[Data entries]
══════
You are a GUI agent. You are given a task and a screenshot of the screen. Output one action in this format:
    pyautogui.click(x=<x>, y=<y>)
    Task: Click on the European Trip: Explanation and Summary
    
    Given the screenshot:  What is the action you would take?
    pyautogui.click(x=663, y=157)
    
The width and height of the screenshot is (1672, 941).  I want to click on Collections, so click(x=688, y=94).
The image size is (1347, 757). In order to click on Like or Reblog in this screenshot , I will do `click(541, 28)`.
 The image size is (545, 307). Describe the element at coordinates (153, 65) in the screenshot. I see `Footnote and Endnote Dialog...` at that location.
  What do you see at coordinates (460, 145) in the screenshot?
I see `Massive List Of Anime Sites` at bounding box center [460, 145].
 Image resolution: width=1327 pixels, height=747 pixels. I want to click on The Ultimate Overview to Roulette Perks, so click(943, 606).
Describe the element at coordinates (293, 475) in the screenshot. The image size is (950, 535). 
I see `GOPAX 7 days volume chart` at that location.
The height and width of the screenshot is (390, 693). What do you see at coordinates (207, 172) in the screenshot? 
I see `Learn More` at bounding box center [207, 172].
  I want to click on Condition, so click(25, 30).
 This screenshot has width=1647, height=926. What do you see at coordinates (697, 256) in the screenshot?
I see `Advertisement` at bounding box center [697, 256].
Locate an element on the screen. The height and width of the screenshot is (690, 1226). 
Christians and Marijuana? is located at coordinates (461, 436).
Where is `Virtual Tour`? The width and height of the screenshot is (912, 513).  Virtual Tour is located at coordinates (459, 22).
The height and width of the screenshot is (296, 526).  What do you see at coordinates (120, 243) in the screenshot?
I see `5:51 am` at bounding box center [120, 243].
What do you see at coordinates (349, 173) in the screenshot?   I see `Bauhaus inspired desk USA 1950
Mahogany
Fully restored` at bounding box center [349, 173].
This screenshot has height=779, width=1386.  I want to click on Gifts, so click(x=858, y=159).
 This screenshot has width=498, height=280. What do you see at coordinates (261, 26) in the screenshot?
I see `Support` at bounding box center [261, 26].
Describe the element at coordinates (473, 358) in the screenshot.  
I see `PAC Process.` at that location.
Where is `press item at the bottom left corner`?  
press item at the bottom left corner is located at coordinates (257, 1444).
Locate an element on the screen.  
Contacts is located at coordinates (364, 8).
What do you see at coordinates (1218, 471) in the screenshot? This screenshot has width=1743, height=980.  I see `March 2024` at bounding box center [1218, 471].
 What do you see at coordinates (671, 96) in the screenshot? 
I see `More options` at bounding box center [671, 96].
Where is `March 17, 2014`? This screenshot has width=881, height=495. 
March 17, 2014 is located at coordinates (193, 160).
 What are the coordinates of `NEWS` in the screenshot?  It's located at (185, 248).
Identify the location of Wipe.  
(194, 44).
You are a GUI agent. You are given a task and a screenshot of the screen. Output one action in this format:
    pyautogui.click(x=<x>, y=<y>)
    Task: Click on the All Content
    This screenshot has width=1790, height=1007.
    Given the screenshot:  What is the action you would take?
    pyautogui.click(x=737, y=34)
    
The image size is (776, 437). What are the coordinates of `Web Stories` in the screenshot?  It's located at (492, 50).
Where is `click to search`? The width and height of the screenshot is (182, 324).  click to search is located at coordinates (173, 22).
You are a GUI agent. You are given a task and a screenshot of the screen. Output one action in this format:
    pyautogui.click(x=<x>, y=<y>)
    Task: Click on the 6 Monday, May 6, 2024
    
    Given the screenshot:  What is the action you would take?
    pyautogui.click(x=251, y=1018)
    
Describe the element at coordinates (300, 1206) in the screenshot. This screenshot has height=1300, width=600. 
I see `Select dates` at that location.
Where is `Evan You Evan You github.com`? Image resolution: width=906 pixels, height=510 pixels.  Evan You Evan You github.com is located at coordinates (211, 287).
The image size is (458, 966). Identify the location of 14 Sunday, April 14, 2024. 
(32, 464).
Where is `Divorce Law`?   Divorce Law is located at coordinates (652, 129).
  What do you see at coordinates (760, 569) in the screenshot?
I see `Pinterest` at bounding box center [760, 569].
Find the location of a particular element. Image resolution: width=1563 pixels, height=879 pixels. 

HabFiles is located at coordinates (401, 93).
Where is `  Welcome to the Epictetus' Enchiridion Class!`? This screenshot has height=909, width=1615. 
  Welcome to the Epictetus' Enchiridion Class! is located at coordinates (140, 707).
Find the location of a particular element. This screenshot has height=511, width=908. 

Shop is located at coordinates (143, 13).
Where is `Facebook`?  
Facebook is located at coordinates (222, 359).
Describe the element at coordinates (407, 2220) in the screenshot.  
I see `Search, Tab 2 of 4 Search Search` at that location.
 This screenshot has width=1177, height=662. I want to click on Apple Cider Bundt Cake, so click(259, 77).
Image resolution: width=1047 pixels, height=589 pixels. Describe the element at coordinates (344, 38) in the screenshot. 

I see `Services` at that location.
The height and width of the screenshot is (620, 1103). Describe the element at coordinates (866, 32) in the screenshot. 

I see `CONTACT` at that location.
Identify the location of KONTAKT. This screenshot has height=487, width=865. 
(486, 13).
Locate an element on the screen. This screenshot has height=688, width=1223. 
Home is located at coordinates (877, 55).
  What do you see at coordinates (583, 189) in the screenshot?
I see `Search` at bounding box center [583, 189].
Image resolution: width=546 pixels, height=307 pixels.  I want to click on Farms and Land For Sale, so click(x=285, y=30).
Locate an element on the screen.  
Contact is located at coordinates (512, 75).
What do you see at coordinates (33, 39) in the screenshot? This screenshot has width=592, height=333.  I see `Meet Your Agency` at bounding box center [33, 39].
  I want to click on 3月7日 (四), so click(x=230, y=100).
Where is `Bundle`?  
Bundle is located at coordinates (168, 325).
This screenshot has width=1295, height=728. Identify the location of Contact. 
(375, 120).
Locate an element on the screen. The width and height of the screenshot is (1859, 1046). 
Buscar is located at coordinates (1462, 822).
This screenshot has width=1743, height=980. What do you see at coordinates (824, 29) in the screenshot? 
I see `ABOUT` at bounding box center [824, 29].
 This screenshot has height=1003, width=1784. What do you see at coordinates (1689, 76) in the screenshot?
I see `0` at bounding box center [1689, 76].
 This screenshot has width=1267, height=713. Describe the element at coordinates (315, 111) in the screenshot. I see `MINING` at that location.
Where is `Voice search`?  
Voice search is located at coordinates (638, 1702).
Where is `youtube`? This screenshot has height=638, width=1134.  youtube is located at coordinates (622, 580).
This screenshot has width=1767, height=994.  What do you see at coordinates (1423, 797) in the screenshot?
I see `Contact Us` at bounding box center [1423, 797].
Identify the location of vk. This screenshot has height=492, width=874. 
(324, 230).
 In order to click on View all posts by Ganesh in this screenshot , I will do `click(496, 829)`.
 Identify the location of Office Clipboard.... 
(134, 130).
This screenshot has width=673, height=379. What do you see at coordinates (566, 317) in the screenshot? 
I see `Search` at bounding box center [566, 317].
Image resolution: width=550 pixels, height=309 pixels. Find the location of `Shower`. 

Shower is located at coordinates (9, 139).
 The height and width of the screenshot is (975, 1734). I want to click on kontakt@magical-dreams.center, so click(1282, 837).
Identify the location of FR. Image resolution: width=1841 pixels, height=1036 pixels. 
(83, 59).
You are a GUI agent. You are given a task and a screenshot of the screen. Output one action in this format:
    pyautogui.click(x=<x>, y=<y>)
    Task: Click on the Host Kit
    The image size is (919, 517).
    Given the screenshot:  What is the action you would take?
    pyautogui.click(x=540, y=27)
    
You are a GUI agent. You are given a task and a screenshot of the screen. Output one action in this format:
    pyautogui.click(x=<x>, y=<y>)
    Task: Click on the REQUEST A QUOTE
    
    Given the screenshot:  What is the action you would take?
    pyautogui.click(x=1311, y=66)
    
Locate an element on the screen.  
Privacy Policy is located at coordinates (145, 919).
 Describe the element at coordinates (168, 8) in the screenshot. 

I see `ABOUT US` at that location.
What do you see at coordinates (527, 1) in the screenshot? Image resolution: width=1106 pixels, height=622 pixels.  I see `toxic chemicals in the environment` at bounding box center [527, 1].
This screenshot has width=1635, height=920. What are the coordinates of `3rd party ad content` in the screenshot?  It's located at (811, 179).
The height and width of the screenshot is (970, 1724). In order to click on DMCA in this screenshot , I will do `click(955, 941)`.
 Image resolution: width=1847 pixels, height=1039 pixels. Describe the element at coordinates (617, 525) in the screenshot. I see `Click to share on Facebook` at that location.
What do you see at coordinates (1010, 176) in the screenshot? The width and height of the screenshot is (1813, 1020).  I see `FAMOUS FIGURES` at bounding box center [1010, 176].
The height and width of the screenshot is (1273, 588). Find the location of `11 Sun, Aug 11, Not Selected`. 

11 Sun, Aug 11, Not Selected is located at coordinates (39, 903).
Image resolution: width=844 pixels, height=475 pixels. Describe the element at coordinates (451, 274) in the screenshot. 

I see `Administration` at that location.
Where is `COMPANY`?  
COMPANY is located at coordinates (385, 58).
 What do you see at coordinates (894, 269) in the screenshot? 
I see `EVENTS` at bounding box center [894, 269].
══════
Goal of the exercise — Nothing but the lines from the top of the entries above through the line with "The width and height of the screenshot is (1672, 941)." should be set down, each exactly as written.

Response to the exercise —
You are a GUI agent. You are given a task and a screenshot of the screen. Output one action in this format:
    pyautogui.click(x=<x>, y=<y>)
    Task: Click on the European Trip: Explanation and Summary
    
    Given the screenshot:  What is the action you would take?
    pyautogui.click(x=663, y=157)
    
The width and height of the screenshot is (1672, 941).  I want to click on Collections, so click(x=688, y=94).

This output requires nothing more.